Persuasive Technologies and the Right to Mental Liberty: The ‘Smart’ Rehabilitation of Criminal Offenders

In Marcello Ienca, O. Pollicino, L. Liguori, R. Andorno & E. Stefanini (eds.), Cambridge Handbook of Information Technology, Life Sciences and Human Rights. Cambridge, UK: Cambridge University Press (forthcoming)
  Copy   BIBTEX

Abstract

Every day, millions of people use mobile phones, play video games and surf the Internet. It is thus important to determine how technologies like these change what people think and how they behave. This is a central issue in the study of persuasive technologies. ‘Persuasive technologies’—henceforth ‘PTs’—are digital technologies, such as mobile apps, video games and virtual reality systems, that are deployed for the explicit purpose of changing attitudes and/or behaviours, without using coercion, deception or extreme forms of psychological manipulation (such as hypnosis or indoctrination), and without exerting a direct (not psychologically mediated) physical effect on the brain. Typically PTs employ strategies such as prompting, information provision and encouragement...

Links

PhilArchive

External links

Setup an account with your affiliations in order to access resources via your University's proxy server

Through your library

Similar books and articles

What is Criminal Rehabilitation?Lisa Forsberg & Thomas Douglas - 2020 - Criminal Law and Philosophy 1:doi: 10.1007/s11572-020-09547-4.
Introduction.Thomas Douglas & David Birks - 2018 - In David Birks & Thomas Douglas (eds.), Treatment for Crime: Philosophical Essays on Neurointerventions in Criminal Justice. Oxford: Oxford University Press.

Analytics

Added to PP
2020-10-14

Downloads
465 (#39,510)

6 months
77 (#55,590)

Historical graph of downloads
How can I increase my downloads?

Author Profiles

Thomas Douglas
University of Oxford
Gerben Meynen
VU University Amsterdam

Citations of this work

No citations found.

Add more citations

References found in this work

Deciding to believe.Bernard Williams - 1973 - In Problems of the Self. Cambridge University Press. pp. 136--51.
Nudge, Nudge, Wink, Wink: Nudging is Giving Reasons.Neil Levy - 2019 - Ergo: An Open Access Journal of Philosophy 6.
Nudges in a post-truth world.Neil Levy - 2017 - Journal of Medical Ethics 43 (8):495-500.
Doxastic compatibilism and the ethics of belief.Sharon Ryan - 2003 - Philosophical Studies 114 (1-2):47-79.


_INSTRUCTIONS FOR THE TASK_:
If a picture appears in the records below, drop it, and reproduce everything else exactly.
++++++++++
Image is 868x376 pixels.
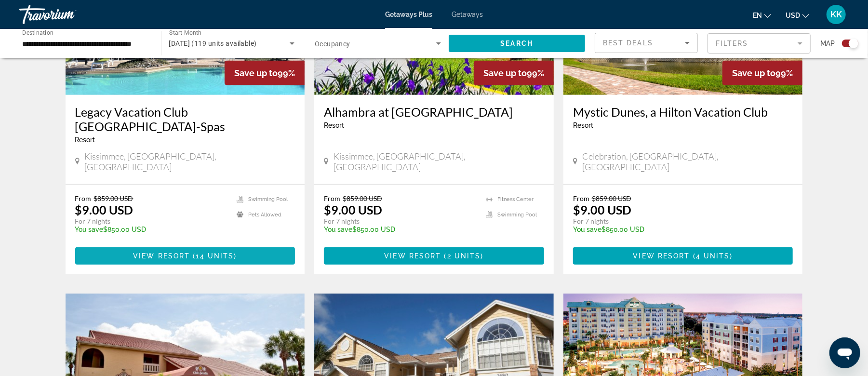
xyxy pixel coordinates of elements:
[786,8,809,22] button: Change currency
[753,8,771,22] button: Change language
[324,217,476,226] p: For 7 nights
[573,217,784,226] p: For 7 nights
[753,11,762,19] span: en
[75,202,134,217] p: $9.00 USD
[196,252,234,260] span: 14 units
[603,39,653,47] span: Best Deals
[324,247,544,265] button: View Resort(2 units)
[690,252,733,260] span: ( )
[821,37,835,50] span: Map
[732,68,775,78] span: Save up to
[315,40,350,48] span: Occupancy
[75,226,227,233] p: $850.00 USD
[696,252,730,260] span: 4 units
[324,202,382,217] p: $9.00 USD
[385,11,433,18] a: Getaways Plus
[707,33,811,54] button: Filter
[573,247,793,265] button: View Resort(4 units)
[324,226,353,233] span: You save
[248,211,282,218] span: Pets Allowed
[324,194,341,202] span: From
[94,194,134,202] span: $859.00 USD
[384,252,441,260] span: View Resort
[442,252,484,260] span: ( )
[447,252,481,260] span: 2 units
[75,136,95,143] span: Resort
[573,122,593,129] span: Resort
[498,196,534,202] span: Fitness Center
[169,30,202,37] span: Start Month
[501,39,533,47] span: Search
[225,61,305,85] div: 99%
[722,61,802,85] div: 99%
[633,252,690,260] span: View Resort
[324,105,544,119] a: Alhambra at [GEOGRAPHIC_DATA]
[324,226,476,233] p: $850.00 USD
[133,252,190,260] span: View Resort
[474,61,554,85] div: 99%
[573,194,590,202] span: From
[573,105,793,119] a: Mystic Dunes, a Hilton Vacation Club
[248,196,288,202] span: Swimming Pool
[830,10,842,19] span: KK
[85,151,295,172] span: Kissimmee, [GEOGRAPHIC_DATA], [GEOGRAPHIC_DATA]
[169,39,257,47] span: [DATE] (119 units available)
[498,211,537,218] span: Swimming Pool
[573,226,602,233] span: You save
[582,151,793,172] span: Celebration, [GEOGRAPHIC_DATA], [GEOGRAPHIC_DATA]
[603,37,690,49] mat-select: Sort by
[19,2,115,27] a: Travorium
[483,68,527,78] span: Save up to
[449,35,586,52] button: Search
[573,202,631,217] p: $9.00 USD
[234,68,278,78] span: Save up to
[830,337,861,368] iframe: Button to launch messaging window
[592,194,631,202] span: $859.00 USD
[334,151,544,172] span: Kissimmee, [GEOGRAPHIC_DATA], [GEOGRAPHIC_DATA]
[343,194,382,202] span: $859.00 USD
[451,11,483,18] a: Getaways
[786,11,800,19] span: USD
[75,105,295,134] a: Legacy Vacation Club [GEOGRAPHIC_DATA]-Spas
[324,122,344,129] span: Resort
[75,247,295,265] button: View Resort(14 units)
[824,5,849,25] button: User Menu
[22,29,54,36] span: Destination
[75,194,91,202] span: From
[573,226,784,233] p: $850.00 USD
[75,217,227,226] p: For 7 nights
[190,252,237,260] span: ( )
[75,226,103,233] span: You save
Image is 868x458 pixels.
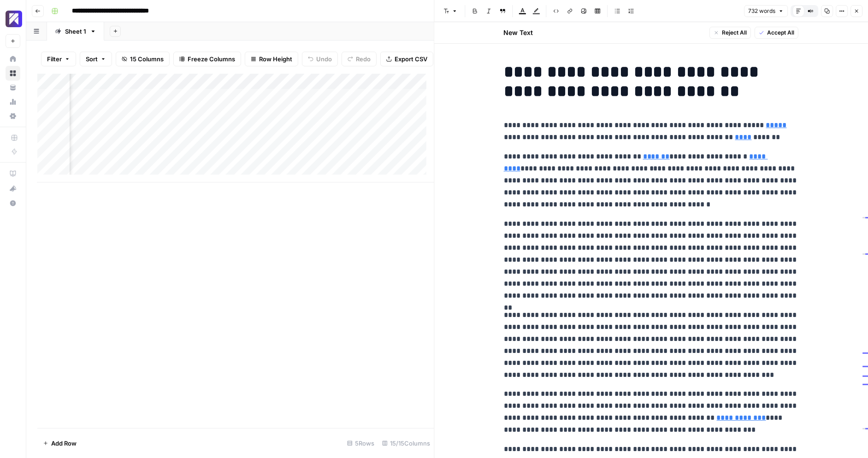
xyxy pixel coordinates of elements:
div: Sheet 1 [65,27,86,36]
span: Redo [356,54,370,64]
a: AirOps Academy [5,166,20,181]
a: Usage [5,94,20,109]
button: Sort [80,52,112,66]
button: Add Row [37,436,82,450]
a: Your Data [5,80,20,95]
div: 5 Rows [344,436,378,450]
span: Sort [86,54,98,64]
a: Settings [5,109,20,123]
span: Reject All [722,29,747,37]
a: Sheet 1 [47,22,104,41]
button: What's new? [5,181,20,196]
span: Accept All [767,29,795,37]
button: Row Height [245,52,298,66]
button: Workspace: Overjet - Test [5,7,20,30]
button: Help + Support [5,196,20,210]
a: Browse [5,66,20,81]
span: Row Height [259,54,292,64]
span: 732 words [748,7,775,15]
button: Reject All [710,27,751,39]
span: Freeze Columns [187,54,235,64]
span: Undo [316,54,332,64]
button: Undo [302,52,338,66]
img: Overjet - Test Logo [5,10,22,27]
button: Filter [41,52,76,66]
a: Home [5,52,20,66]
button: Redo [342,52,376,66]
span: Export CSV [395,54,427,64]
button: Accept All [755,27,799,39]
button: 15 Columns [115,52,170,66]
h2: New Text [503,28,533,37]
div: 15/15 Columns [378,436,434,450]
div: What's new? [6,181,20,195]
span: 15 Columns [130,54,164,64]
button: Export CSV [380,52,433,66]
span: Add Row [51,438,77,448]
button: 732 words [744,5,787,17]
button: Freeze Columns [173,52,241,66]
span: Filter [47,54,62,64]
++++++++++
_EXERCISE SOLUTION_:
Image is 868x376 pixels.
xyxy pixel coordinates of elements:
[786,8,809,22] button: Change currency
[753,8,771,22] button: Change language
[324,217,476,226] p: For 7 nights
[573,217,784,226] p: For 7 nights
[753,11,762,19] span: en
[75,202,134,217] p: $9.00 USD
[196,252,234,260] span: 14 units
[603,39,653,47] span: Best Deals
[324,247,544,265] button: View Resort(2 units)
[690,252,733,260] span: ( )
[821,37,835,50] span: Map
[732,68,775,78] span: Save up to
[315,40,350,48] span: Occupancy
[75,226,227,233] p: $850.00 USD
[696,252,730,260] span: 4 units
[324,202,382,217] p: $9.00 USD
[385,11,433,18] a: Getaways Plus
[707,33,811,54] button: Filter
[573,247,793,265] button: View Resort(4 units)
[324,226,353,233] span: You save
[248,211,282,218] span: Pets Allowed
[324,194,341,202] span: From
[94,194,134,202] span: $859.00 USD
[384,252,441,260] span: View Resort
[442,252,484,260] span: ( )
[447,252,481,260] span: 2 units
[75,136,95,143] span: Resort
[573,122,593,129] span: Resort
[498,196,534,202] span: Fitness Center
[169,30,202,37] span: Start Month
[501,39,533,47] span: Search
[225,61,305,85] div: 99%
[722,61,802,85] div: 99%
[633,252,690,260] span: View Resort
[324,105,544,119] a: Alhambra at [GEOGRAPHIC_DATA]
[324,226,476,233] p: $850.00 USD
[133,252,190,260] span: View Resort
[474,61,554,85] div: 99%
[573,194,590,202] span: From
[573,105,793,119] a: Mystic Dunes, a Hilton Vacation Club
[248,196,288,202] span: Swimming Pool
[830,10,842,19] span: KK
[85,151,295,172] span: Kissimmee, [GEOGRAPHIC_DATA], [GEOGRAPHIC_DATA]
[169,39,257,47] span: [DATE] (119 units available)
[498,211,537,218] span: Swimming Pool
[573,226,602,233] span: You save
[582,151,793,172] span: Celebration, [GEOGRAPHIC_DATA], [GEOGRAPHIC_DATA]
[603,37,690,49] mat-select: Sort by
[19,2,115,27] a: Travorium
[483,68,527,78] span: Save up to
[449,35,586,52] button: Search
[573,202,631,217] p: $9.00 USD
[234,68,278,78] span: Save up to
[830,337,861,368] iframe: Button to launch messaging window
[592,194,631,202] span: $859.00 USD
[334,151,544,172] span: Kissimmee, [GEOGRAPHIC_DATA], [GEOGRAPHIC_DATA]
[343,194,382,202] span: $859.00 USD
[451,11,483,18] a: Getaways
[786,11,800,19] span: USD
[75,105,295,134] a: Legacy Vacation Club [GEOGRAPHIC_DATA]-Spas
[324,122,344,129] span: Resort
[75,247,295,265] button: View Resort(14 units)
[824,5,849,25] button: User Menu
[22,29,54,36] span: Destination
[75,194,91,202] span: From
[573,226,784,233] p: $850.00 USD
[75,217,227,226] p: For 7 nights
[190,252,237,260] span: ( )
[75,226,103,233] span: You save
Image is 868x458 pixels.
xyxy pixel coordinates of elements:
div: Sheet 1 [65,27,86,36]
span: Redo [356,54,370,64]
a: AirOps Academy [5,166,20,181]
a: Usage [5,94,20,109]
button: Sort [80,52,112,66]
button: Add Row [37,436,82,450]
a: Your Data [5,80,20,95]
div: 5 Rows [344,436,378,450]
span: Sort [86,54,98,64]
a: Settings [5,109,20,123]
span: Reject All [722,29,747,37]
a: Sheet 1 [47,22,104,41]
button: What's new? [5,181,20,196]
span: Accept All [767,29,795,37]
button: Row Height [245,52,298,66]
button: Workspace: Overjet - Test [5,7,20,30]
button: Help + Support [5,196,20,210]
a: Browse [5,66,20,81]
span: Row Height [259,54,292,64]
span: 732 words [748,7,775,15]
button: Reject All [710,27,751,39]
span: Freeze Columns [187,54,235,64]
span: Undo [316,54,332,64]
button: Undo [302,52,338,66]
img: Overjet - Test Logo [5,10,22,27]
button: Filter [41,52,76,66]
a: Home [5,52,20,66]
button: Redo [342,52,376,66]
span: Export CSV [395,54,427,64]
button: Accept All [755,27,799,39]
button: 15 Columns [115,52,170,66]
h2: New Text [503,28,533,37]
div: 15/15 Columns [378,436,434,450]
div: What's new? [6,181,20,195]
span: 15 Columns [130,54,164,64]
button: Export CSV [380,52,433,66]
span: Add Row [51,438,77,448]
button: 732 words [744,5,787,17]
button: Freeze Columns [173,52,241,66]
span: Filter [47,54,62,64]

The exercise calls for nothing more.